Donald Kimball says it will require navigating the fine line between outsourcing our critical thinking skills to computers and becoming 21st century Luddites
Donald Kimball
Washington Policy Center
Our breakthrough advancements in Large Language Models (LLMs) and toward Artificial General Intelligence (AGI) have created a paradox for the education system. While we have created powerful tools that could be the greatest assets to learning for students and workflow for teachers, we simultaneously risk creating an environment for students to outsource their thinking to machines instead.

Donald Kimball
While it can be tempting to wish to retreat from the unknown, it's not a realistic policy option. These technologies are a part of our world, and students wil grow up with them. It should be the goal of the education system to best prepare students to use these technologies in productive ways and harness their capabilities.
I spoke with teachers across Washington state (and beyond!) to get insight into their experiences with technology in their classrooms and how we can best balance the newfound proficiency of our tech advancements without succumbing to distraction or dereliction of learning. You can read my thoughts on that in my latest opinion piece published at the Washington State Standard.
While specific policies can be argued and tweaked, the best way to find successful results is by allowing education choice in order that students can find what works for them. If one school district isn't addressing the problem correctly, a family ought to have the ability to freely move to a different method. Not every student has the same needs, and guardrails on AI and ed tech that work for some won't for others. Parents should be allowed to make that decision based on their own students' needs without being beholden to a government bureaucracy.
Donald Kimball is the communications manager and tech exchange editor at the Washington Policy Center.
Also read:
- POLL: Do patriotic displays like Yacolt’s road striping help strengthen community spirit?A Yacolt road striping project tied to America’s 250th anniversary is dividing opinion in Clark County.
- Opinion: The challenges of getting the Brockmann mental health facility openA $42 million, 48-bed mental health campus near WSU Vancouver was completed in 2025 but never opened due to lack of state funding.
- Opinion: Washington’s business exodus accelerates due to high taxes, regulations driving companies awayWashington’s business relocation rate has nearly tripled since winter 2025, per an AWB survey.
- Letter: Food service, public health, and the Men’s Share House questionPeter Bracchi asks why Share House’s 96,987 annual meals face less public-health scrutiny than a waterfront restaurant.
- Letter: Facts, not slippery slopesBrian Kendall challenges Nancy Churchill’s slippery slope argument on Washington’s new millionaire income tax.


### The problem
Show all lines from the listing below that contain "diagram".
+++
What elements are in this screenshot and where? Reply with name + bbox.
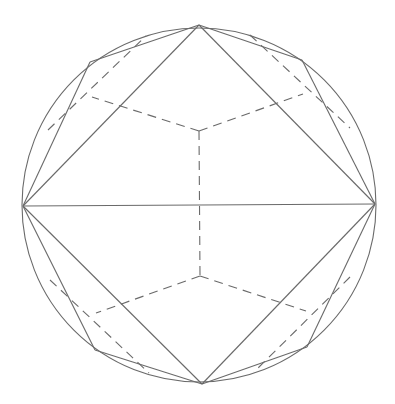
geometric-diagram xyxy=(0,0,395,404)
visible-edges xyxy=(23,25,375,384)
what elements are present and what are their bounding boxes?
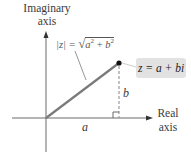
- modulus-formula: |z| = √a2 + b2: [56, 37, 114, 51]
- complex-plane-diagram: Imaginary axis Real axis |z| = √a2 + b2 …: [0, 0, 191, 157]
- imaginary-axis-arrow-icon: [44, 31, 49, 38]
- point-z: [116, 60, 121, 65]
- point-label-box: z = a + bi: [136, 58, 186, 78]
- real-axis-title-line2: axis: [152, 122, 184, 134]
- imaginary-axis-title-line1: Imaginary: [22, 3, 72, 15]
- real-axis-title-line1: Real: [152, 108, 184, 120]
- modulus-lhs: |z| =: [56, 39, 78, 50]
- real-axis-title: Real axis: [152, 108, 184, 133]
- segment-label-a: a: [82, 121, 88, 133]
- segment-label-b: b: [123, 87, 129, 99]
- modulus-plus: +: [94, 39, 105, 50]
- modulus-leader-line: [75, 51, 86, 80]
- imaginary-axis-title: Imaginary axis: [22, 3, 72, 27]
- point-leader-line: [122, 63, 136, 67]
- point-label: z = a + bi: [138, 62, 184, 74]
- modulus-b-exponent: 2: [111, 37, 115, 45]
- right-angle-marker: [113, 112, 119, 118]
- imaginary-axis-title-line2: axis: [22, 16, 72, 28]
+++
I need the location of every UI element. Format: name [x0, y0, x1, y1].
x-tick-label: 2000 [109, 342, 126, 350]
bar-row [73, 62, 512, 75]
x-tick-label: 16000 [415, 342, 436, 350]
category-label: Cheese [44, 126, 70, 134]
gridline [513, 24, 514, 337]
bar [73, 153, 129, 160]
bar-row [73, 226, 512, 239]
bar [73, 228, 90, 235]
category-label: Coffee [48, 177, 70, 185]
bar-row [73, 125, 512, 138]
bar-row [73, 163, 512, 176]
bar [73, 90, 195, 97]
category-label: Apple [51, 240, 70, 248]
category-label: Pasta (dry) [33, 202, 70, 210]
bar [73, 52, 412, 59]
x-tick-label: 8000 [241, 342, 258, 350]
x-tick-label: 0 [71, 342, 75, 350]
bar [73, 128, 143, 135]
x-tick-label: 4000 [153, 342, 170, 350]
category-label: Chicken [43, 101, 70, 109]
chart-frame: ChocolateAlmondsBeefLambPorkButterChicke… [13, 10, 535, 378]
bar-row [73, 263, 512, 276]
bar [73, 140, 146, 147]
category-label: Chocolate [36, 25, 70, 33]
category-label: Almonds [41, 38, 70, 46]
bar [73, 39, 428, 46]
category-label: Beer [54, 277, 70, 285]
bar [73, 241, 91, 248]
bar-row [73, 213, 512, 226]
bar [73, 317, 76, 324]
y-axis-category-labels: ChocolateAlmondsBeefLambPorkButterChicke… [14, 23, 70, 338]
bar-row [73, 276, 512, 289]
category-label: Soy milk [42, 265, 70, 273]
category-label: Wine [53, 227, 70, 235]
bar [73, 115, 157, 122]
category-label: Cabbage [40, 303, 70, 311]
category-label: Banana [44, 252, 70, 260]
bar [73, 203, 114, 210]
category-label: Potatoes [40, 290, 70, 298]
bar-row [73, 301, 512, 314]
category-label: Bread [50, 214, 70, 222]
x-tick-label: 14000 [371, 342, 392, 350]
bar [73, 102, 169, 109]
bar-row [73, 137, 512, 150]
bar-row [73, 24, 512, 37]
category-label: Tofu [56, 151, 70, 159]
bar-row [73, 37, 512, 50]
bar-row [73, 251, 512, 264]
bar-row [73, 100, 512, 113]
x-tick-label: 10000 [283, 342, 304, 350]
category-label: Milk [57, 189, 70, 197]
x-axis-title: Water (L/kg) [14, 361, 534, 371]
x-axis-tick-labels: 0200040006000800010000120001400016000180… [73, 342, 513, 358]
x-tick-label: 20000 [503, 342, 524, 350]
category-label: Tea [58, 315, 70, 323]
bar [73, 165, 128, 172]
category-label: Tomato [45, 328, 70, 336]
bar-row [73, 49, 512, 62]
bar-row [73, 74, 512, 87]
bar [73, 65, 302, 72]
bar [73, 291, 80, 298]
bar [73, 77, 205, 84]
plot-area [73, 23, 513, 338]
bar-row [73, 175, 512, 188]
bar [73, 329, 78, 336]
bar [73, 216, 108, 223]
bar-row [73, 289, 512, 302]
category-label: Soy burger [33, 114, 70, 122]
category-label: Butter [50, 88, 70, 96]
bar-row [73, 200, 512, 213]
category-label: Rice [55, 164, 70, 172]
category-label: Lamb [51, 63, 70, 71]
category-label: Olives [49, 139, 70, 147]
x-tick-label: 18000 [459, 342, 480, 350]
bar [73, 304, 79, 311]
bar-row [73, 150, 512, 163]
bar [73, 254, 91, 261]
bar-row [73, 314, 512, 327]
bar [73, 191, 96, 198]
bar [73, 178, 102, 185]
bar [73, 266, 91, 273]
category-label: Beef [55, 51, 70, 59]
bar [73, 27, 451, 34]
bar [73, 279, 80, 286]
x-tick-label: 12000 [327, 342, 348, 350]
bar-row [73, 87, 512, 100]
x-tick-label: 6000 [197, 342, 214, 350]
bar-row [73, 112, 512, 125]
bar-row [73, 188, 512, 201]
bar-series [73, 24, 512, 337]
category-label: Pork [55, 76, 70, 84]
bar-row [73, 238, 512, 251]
+++
### Reply
geometric-diagram xyxy=(0,0,395,404)
- complex-plane-diagram: Imaginary axis Real axis |z| = √a2 + b2 …: [0, 0, 191, 157]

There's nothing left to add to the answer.